Focusing on lifestyle and gossip, Hollywood Life was launched by Ms. Fuller in the summer of 2009. Former employees say PMC has repeatedly had to warn the editor about budget overruns exacerbated by her lavish personal expenses.

We reached out to PMC for comment, and Mr. Penske emailed to tell us, “I feel very fortunate to be working with two of the most prolific and successful editors in entertainment journalism. Though Deadline and HollywoodLife are two separate businesses of PMC, and Nikki and Bonnie produce two very different editorial products each day—in their respective fields, there is no equal.”

According to multiple insiders, Ms. Fuller was repeatedly warned to get her budget in line. “They basically told her, between the freelancers and your expenses, it’s not working, so if you go over your budget, it’s coming out of your salary,” a former HollywoodLife employee said. “She spends a ton of money, she expenses every little thing,” our tipster added. “She’ll write ‘two dollars’ on a post-it and then she’ll be like, ‘This is from November, it was a coat check.’”

Our sources also said Ms. Fuller put family and friends on the payroll including one woman who was given a six-figure salary before being fired by PMC for chronic lateness and absenteeism. Sofia Fuller, Ms. Fuller’s college-age daughter, has also worked at HollywoodLife. Another former employee said Sofia also spent freely from her mother’s expense account.

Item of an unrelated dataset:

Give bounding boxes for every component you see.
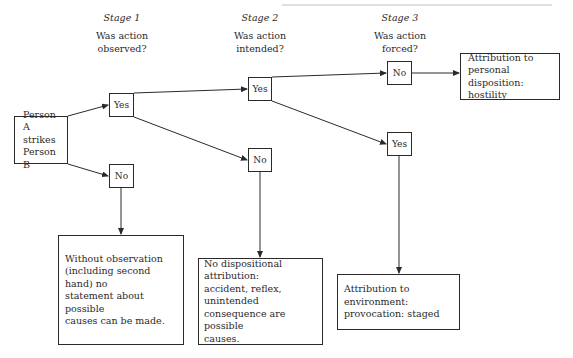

“She said, ‘I went to go hook up with my boyfriend. I was so wasted that I expensed it to my mom’s account,” said our source.

Welcome to Hollywood.

hwalker@observer.com

Additional reporting by Aaron Gell

Update (4:47 p.m.): This story was updated to clarify current traffic statistics for THR.com, TVLine's role in the web code lawsuit and Mr. Kapsch's employment status.